Up-Late

Jun 04, 2009 22:36

Virgina Woolf says "It is fatal to be a man or woman pure and simple: one must be a woman manly, or a man womanly." I like this because it combines my feelings about gender as well as reminds me about when I learned that exceptional authors write with the knowledge of the androgynous, like Woolf, like Hemingway, like others worth knowing.
V.Woolf also said: It's not catastrophes, murders, deaths, diseases, that age and kill us; it's the way people look and laugh, and run up the steps of omnibuses. AND, "That great Cathedral space which was childhood." AND, "The eyes of others our prisons; their thoughts our cages." AND, I could keep going but I think you see the point and how important it is to reread V.Woolf.
She has said everything possible that could ever be said and she has already said everything you have ever said only she has said it better.

I found a place to live. It's in a pretty good location, close-to-between my campus and my "social spots". The house is split four ways between me, a 32-year-old named Jeremy who is an unemployed repairman and plays video games and lives at the bottom of a canyon of clutter (from what I can see through his bedroom door), a 39-year-old nurse named Christy and her dog Jack (who both have another house an hour away, but because Christy works the swing shift in a downtown hospital, she wanted a room to crash during the day that wasn't an hour away). I'm pretty exciting about living with them, mostly because I have all that potential-wisdom-from-30-something-Portland-citizen-wisdom ready to be waded through. Also, living with these two people and this one dog, I will not have pressure to be SOCIAL when I get home from wherever I have been. I think I value having a safeplacehideaway, and the transition from solitude of dorm room to a house where I am friends with every member would probably get old fast, once I started desiring a place to hide in but couldn't because all those peers were milling about, looking for company. After posting an advertisement of myself and my search for housing, I got calls and e-mails from people for two days straight, which was pretty flattering--even when one was a 55-year-old gay man looking for someone to pay $300 a month to share his bed with him and when I told him that was cool but I was a girl he got all offended and flustered and told me I should have said that in my ad completely disregarding the fact that I had PICTURE OF MYSELF up...but I guess if I'm strongly genderqueer this means I've mastered the androgynous boy look, but still--also I may have even made friends with a house of queers I'm not going to live with. It became clear as I was sitting with them, being interviewed and interviewing in return, that I'd always be doing something or feeling guilty because they were doing some cool bonding event and I was doing an editing exercise with old jacket copy for the 43rd time that day. Better to be distant friends, not coming home to friends, I think.
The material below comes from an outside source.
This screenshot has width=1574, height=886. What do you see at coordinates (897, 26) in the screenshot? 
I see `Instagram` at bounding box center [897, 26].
There will be exceptions to this rule, but for now I will stick with it and try to always live with people older than myself.
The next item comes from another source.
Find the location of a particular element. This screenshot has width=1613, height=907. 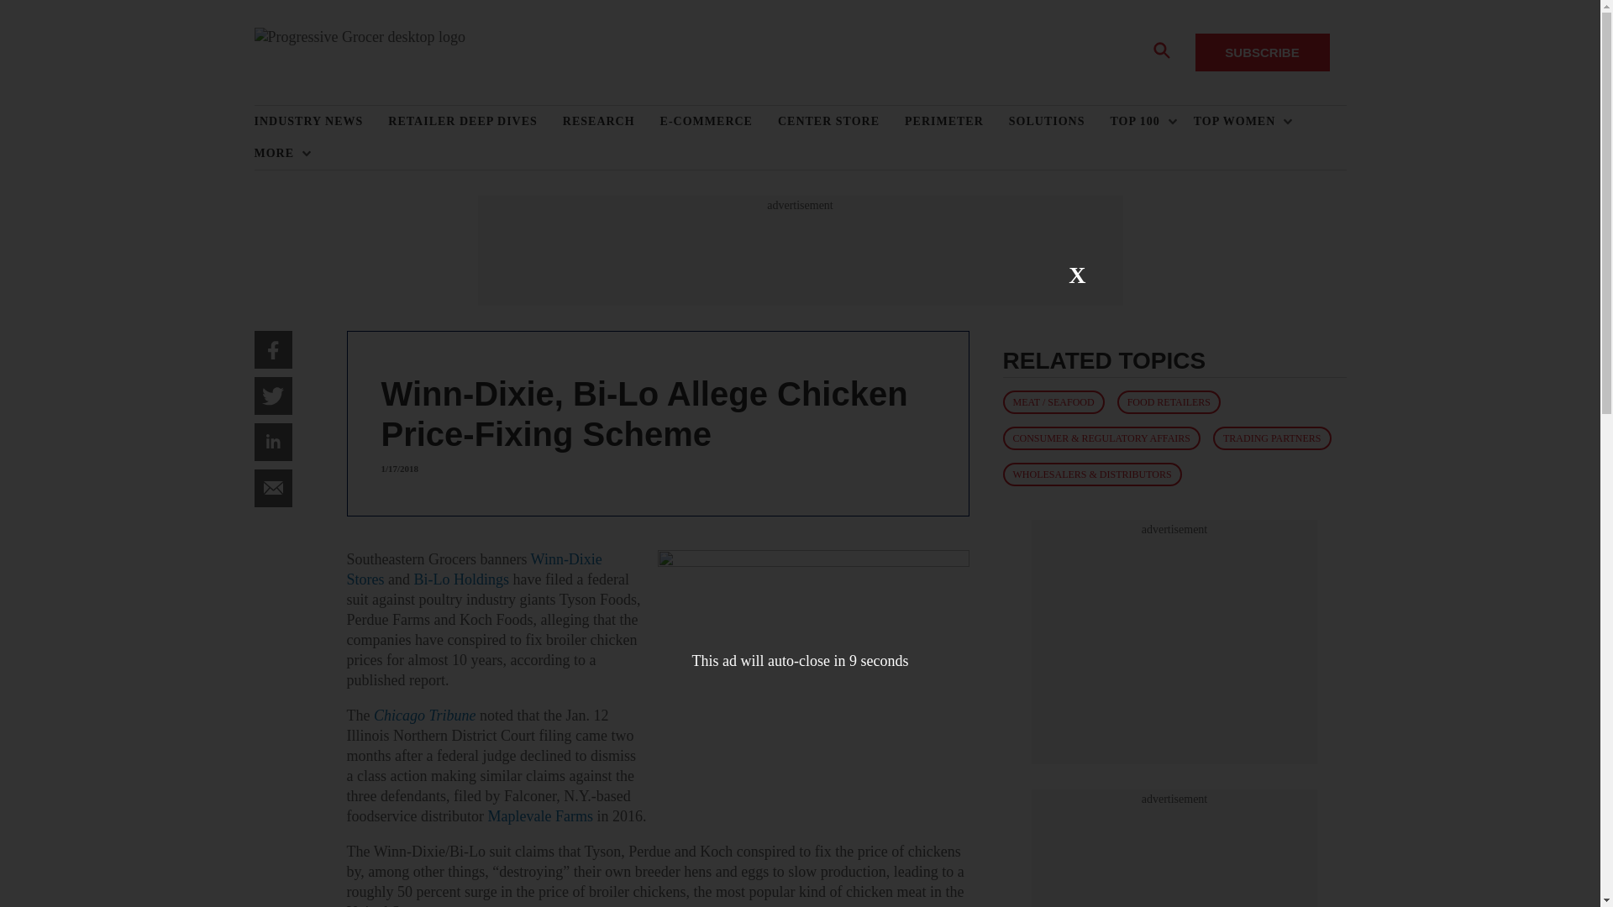

SOLUTIONS is located at coordinates (1060, 122).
My room is cozy, and yes that is a nice way of saying it's only 9x9. Still, it comes with a big ole window, a decently large closet, and, the BONUS FEATURE of a crawlspacestoragenook complete with fully operational door, light fixture, and carpeting. I've called this storage area The Clubhouse, and I've already bought two pillows for it, with designs to use it as a reading nook, meditation spot, and art gallery. Also, even though the room is small, I have a private-due-to-TALL-plants backyard with grass I don't have to mow myself, a porch that is covered and also home for Jeremy's baby bean plants, an already-furnished living room and dining room, a large kitchen with a dishwasher that the landlord demanded I use for hygienic reasons--to this I said "Sure."--and last but not least a free bookshelf donated to my room from Jeremy.

Ally is coming in ten days and I am beyond thrilled to rediscover this city with her at my proverbial and literal side. I will have FREE TIME to re-experience, and sometimes simply Experience, all the things of Portland I have been missing while I've been face-deep in all the book-publishing-related work I find myself in. We missed out doing some things the last time she was here, so this time we are going to have to do those things. We will visit Powell's, go to Voo Doo Donuts, see the Saturday Market, and dance. I will be her John Cusack, without ever telling her I hate her, but with all the mushiness.

I keep going back to the site with all the V.Woolf quotes and finding more and more perfection. She ALSO said, "Sleep, that deplorable curtailment of the joy of life." Which, if you know me, is how I feel about sleeping. And eating too, but I haven't found that quote from her yet, except from A Room of One's Own when she talks about needing to eat in order to do anything else well.